Προσθήκη στα αγαπημένα
Written in the early stages of the Cold War by one of the most controversial political and legal thinkers of the twentieth century, Carl Schmitt s two short dialogues on power and space bring together several dimensions of his work in new ways. The dialogues renew Schmitt s engagement with the questions of political power and geo-politics that had been a persistent concern throughout his intellectual life. As a basis on which to think through the historical role of human agency in relation to power and its new geographies, the dialogues condense and rework key concepts in Schmitt s political theory during a transitional period between his Weimar and fascist years to the post-war writings.
In this book, Schmitt develops a new dialectics of modern power and an original understanding of the global spatial transformations of the Cold War period. Equally important, the dialogues anticipate the debates on the new geo-political possibilities and threats related to cosmic spaces, overpowering technological advances, and the existential predicament of the human in an increasingly multipolar world.
Table of Contents
Editors Introduction
Translator?s Note and Acknowledgments
Carl Schmitt?s Prologue to the 1962 Spanish Edition (1961/1962)
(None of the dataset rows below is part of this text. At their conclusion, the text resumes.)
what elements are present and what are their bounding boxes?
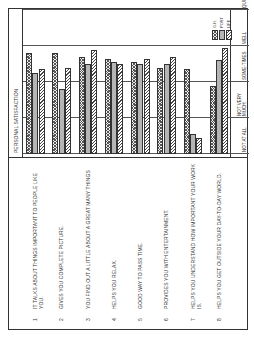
- bar-post: [59, 89, 65, 154]
- statement-number: 7: [190, 309, 202, 321]
- bar-gh: [105, 59, 111, 154]
- statement-number: 3: [85, 309, 91, 321]
- statement-number: 5: [137, 309, 143, 321]
- statement-number: 6: [163, 309, 169, 321]
- statement-text: YOU FIND OUT A LITTLE ABOUT A GREAT MANY…: [85, 170, 91, 309]
- bar-post: [216, 60, 222, 154]
- bar-gh: [131, 62, 137, 154]
- legend-label: LIFE: [226, 20, 231, 28]
- scale-tick-label: NOT AT ALL: [242, 120, 247, 152]
- bar-post: [137, 64, 143, 154]
- statement-text: GOOD WAY TO PASS TIME.: [137, 242, 143, 309]
- bar-gh: [79, 57, 85, 154]
- legend-item: G.H.: [211, 17, 218, 40]
- scale-tick-label: SOME-TIMES: [242, 48, 247, 80]
- bar-life: [91, 50, 97, 154]
- statement-text: PROVIDES YOU WITH ENTERTAINMENT.: [163, 209, 169, 309]
- statement-text: HELPS YOU GET OUTSIDE YOUR DAY-TO-DAY WO…: [216, 173, 222, 309]
- gridline: [23, 45, 249, 46]
- bar-gh: [26, 53, 32, 154]
- bar-post: [190, 134, 196, 154]
- bar-post: [164, 64, 170, 154]
- statement-number: 4: [111, 309, 117, 321]
- bar-life: [170, 57, 176, 154]
- statement-column: 1IT TALKS ABOUT THINGS IMPORTANT TO PEOP…: [9, 157, 247, 329]
- bar-life: [39, 69, 45, 154]
- legend-swatch: [212, 30, 218, 40]
- scale-axis: NOT AT ALLNOT VERY MUCHSOME-TIMESWELLQUI…: [230, 9, 247, 157]
- rotated-page: 1IT TALKS ABOUT THINGS IMPORTANT TO PEOP…: [0, 0, 254, 338]
- bar-gh: [52, 53, 58, 154]
- statement-text: IT TALKS ABOUT THINGS IMPORTANT TO PEOPL…: [32, 161, 44, 309]
- statement-item: 2GIVES YOU COMPLETE PICTURE.: [58, 161, 64, 321]
- legend-item: POST: [218, 17, 225, 40]
- bar-post: [111, 62, 117, 154]
- statement-text: HELPS YOU RELAX.: [111, 260, 117, 309]
- statement-item: 6PROVIDES YOU WITH ENTERTAINMENT.: [163, 161, 169, 321]
- statement-item: 3YOU FIND OUT A LITTLE ABOUT A GREAT MAN…: [85, 161, 91, 321]
- bar-life: [144, 59, 150, 154]
- statement-number: 8: [216, 309, 222, 321]
- legend-swatch: [219, 30, 225, 40]
- bar-life: [222, 48, 228, 154]
- statement-text: HELPS YOU UNDERSTAND HOW IMPORTANT YOUR …: [190, 161, 202, 309]
- scale-tick-label: QUITE WELL: [242, 0, 247, 8]
- statement-number: 1: [32, 309, 44, 321]
- plot-title: PERSONAL SATISFACTION: [9, 9, 23, 157]
- bar-gh: [157, 68, 163, 154]
- statement-text: GIVES YOU COMPLETE PICTURE.: [58, 225, 64, 309]
- plot-area: PERSONAL SATISFACTION NOT AT ALLNOT VERY…: [9, 9, 247, 157]
- statement-number: 2: [58, 309, 64, 321]
- legend: G.H.POSTLIFE: [211, 17, 232, 40]
- legend-item: LIFE: [225, 17, 232, 40]
- scale-tick-label: NOT VERY MUCH: [237, 84, 247, 116]
- statement-item: 1IT TALKS ABOUT THINGS IMPORTANT TO PEOP…: [32, 161, 44, 321]
- legend-swatch: [226, 30, 232, 40]
- statement-item: 7HELPS YOU UNDERSTAND HOW IMPORTANT YOUR…: [190, 161, 202, 321]
- bar-post: [32, 73, 38, 154]
- bar-gh: [184, 69, 190, 154]
- legend-label: G.H.: [212, 20, 217, 28]
- bar-life: [117, 64, 123, 154]
- bar-gh: [210, 86, 216, 154]
- legend-label: POST: [219, 17, 224, 28]
- bar-life: [196, 138, 202, 154]
- scale-tick-label: WELL: [242, 12, 247, 44]
- bar-post: [85, 64, 91, 154]
- bar-life: [65, 68, 71, 154]
- statement-item: 5GOOD WAY TO PASS TIME.: [137, 161, 143, 321]
- gridline: [23, 9, 249, 10]
- chart-frame: 1IT TALKS ABOUT THINGS IMPORTANT TO PEOP…: [8, 8, 248, 330]
- statement-item: 8HELPS YOU GET OUTSIDE YOUR DAY-TO-DAY W…: [216, 161, 222, 321]
- statement-item: 4HELPS YOU RELAX.: [111, 161, 117, 321]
Dialogue on Power and Access to the Holder of Power
Dialogue on New Space
Works Consulted
Notes
Index
Περιγραφή
Written in the early stages of the Cold War by one of the most controversial political and legal thinkers of the twentieth century, Carl Schmitt s two short dialogues on power and space bring together several dimensions of his work in new ways. The dialogues renew Schmitt s engagement with the questions of political power and geo-politics that had been a persistent concern throughout his intellectual life. As a basis on which to think through the historical role of human agency in relation to power and its new geographies, the dialogues condense and rework key concepts in Schmitt s political theory during a transitional period between his Weimar and fascist years to the post-war writings.
In this book, Schmitt develops a new dialectics of modern power and an original understanding of the global spatial transformations of the Cold War period. Equally important, the dialogues anticipate the debates on the new geo-political possibilities and threats related to cosmic spaces, overpowering technological advances, and the existential predicament of the human in an increasingly multipolar world.